A Modest Proposal provides examples of:

  • Black Comedy Cannibalism: Possibly the Ur-Example. The work calls for poor Irish to sell their young children as food for wealthy English gentlemen, so they are no longer a burden to society. He was satirizing some prevailing attitudes toward the poor and the Irish in contemporary (18th century) English society. He goes into some detail in suggestions for the preparation and cooking of such children, and the economic "benefits" of such an arrangement for all involved (who are still living of course).
  • Blatant Lies: Swift insists that he's being serious about his proposal.
  • Bread, Eggs, Milk, Squick: It starts out normally enough.
  • Buried Alive: Suggested as a cooking method.
  • Characteristic Trope: Any (hopefully sarcastic) suggestion of cannibalism for profit will inevitably draw parallels to this work.
  • Eats Babies: What Swift modestly proposes, as described in the page quotes for this trope and this page, is solving overpopulation and the food crisis in one fell swoop by eating poor people's children.
    "I have been assured by a very knowing American of my Acquaintance in London; that a young healthy Child, well nursed, is, at a Year old, a most delicious, nourishing, and wholesome Food; whether Stewed, Roasted, Baked, or Boiled; and, I make no doubt, that it will equally serve in a Fricasie, or Ragoust."
  • Genuine Human Hide: A further use for children is making their skin into luxury clothes.
    the skin of [children], artificially dressed, will make admirable gloves for ladies, and summer boots for fine gentlemen.
  • Get Thee to a Nunnery: To Swift's contemporaries, the label "American" would suggest a member of a Cannibal Tribe.
  • Hypocritical Humor:
    • Swift regrets that he cannot contribute to the scheme, as his youngest child is nine, and his wife is already past her childbearing years. A friend suggested the selling and eating of children between twelve and fourteen, and Swift decided that this suggestion may be bordering on cruelty, which he is strictly against.
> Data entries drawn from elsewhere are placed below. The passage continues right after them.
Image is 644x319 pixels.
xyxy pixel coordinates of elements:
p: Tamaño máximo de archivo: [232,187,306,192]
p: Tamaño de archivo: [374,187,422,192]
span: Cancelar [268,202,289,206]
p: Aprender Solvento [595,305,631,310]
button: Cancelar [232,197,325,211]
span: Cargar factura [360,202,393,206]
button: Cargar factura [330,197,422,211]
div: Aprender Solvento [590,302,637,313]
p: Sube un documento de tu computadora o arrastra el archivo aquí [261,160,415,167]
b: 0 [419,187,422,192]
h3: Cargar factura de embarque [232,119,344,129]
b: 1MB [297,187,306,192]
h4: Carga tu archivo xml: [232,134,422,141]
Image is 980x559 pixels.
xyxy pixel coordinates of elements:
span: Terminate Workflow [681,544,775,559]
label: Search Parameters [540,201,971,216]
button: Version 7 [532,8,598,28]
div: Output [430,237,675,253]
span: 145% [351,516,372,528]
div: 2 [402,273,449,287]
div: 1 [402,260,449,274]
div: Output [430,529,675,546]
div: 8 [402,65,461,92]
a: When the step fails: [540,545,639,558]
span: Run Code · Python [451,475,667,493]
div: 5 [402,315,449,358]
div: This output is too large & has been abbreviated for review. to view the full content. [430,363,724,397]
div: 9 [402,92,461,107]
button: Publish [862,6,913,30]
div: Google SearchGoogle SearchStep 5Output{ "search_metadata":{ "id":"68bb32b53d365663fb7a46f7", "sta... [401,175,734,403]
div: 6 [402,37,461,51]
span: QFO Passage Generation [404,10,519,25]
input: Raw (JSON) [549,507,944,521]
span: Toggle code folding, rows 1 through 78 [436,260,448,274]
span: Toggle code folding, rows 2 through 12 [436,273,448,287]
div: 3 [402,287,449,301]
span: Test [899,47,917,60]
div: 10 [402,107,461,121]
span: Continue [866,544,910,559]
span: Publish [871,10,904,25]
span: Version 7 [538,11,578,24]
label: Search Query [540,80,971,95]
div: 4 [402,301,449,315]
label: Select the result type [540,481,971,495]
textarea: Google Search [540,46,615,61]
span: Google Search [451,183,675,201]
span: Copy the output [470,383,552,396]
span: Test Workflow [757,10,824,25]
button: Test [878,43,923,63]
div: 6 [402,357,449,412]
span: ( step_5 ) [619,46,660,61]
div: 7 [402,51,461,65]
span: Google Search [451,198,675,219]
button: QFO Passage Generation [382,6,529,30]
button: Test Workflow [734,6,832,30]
    • Swift claims his proposal will end the "horrid practice" of women aborting or killing bastard children they can't afford to raise - because they can sell them to somebody else to kill and eat instead.
  • Kill the Poor: More like "Make The Poor Sell Their Children For Food," but you get the idea.
  • Let's See YOU Do Better!: A passage near the end can be summarized as "Parliament claims to care about the poor, but when the subject is raised, nobody seems to have any good ideas. Now, I've presented mine. If you don't like it, come up with a better one."
  • "Not Making This Up" Disclaimer: Part of the reason some people miss the satire is that Swift precedes the eponymous proposal with an elaborate insistence that he's being completely serious.
  • People Farms: Swift's proposal includes ideas about how some of the Irish children could be reserved for breeding instead of being eaten, "which is more than we allow to sheep, black cattle or swine."
  • Poe's Law: Swift's over-the-top satire was taken at face value and discussed as an earnest and feasible solution for the Irish poverty problem.
  • Refuge in Audacity: This gives the satire a good bit of its effect.
  • Sarcasm Mode: Near the end, Swift lists out a series of efficient, intelligent measures that would actually help the entire Irish economy (and the Scots and English economies, come to that), which also happen to be ones that he had previously put forth himself, and adds that of course these are entirely too outlandish to ever work.
  • Sarcastic Title: Just a modest little unassuming proposal that we all start eating babies.
  • Stealth Parody: It is arguably the most famous Stealth Parody, and in some ways the Trope Codifier. It's so intricate that it wasn't recognized as such for some time. It helped that the British reading public was so convinced of its correctness in disdaining the Irish that they couldn't see that Swift was attacking that very conviction.
  • Wham Line: You have to start reading from the beginning to get the full impact of the line about eating human babies.
  • Writers Cannot Do Math: Swift says that one fourth of the children saved for breeding should be male, and that "one male will be sufficient to serve four females." If one fourth of the children are male, each would have to "serve" three, not four females. It could just be part and parcel of the satire, though, for all we know.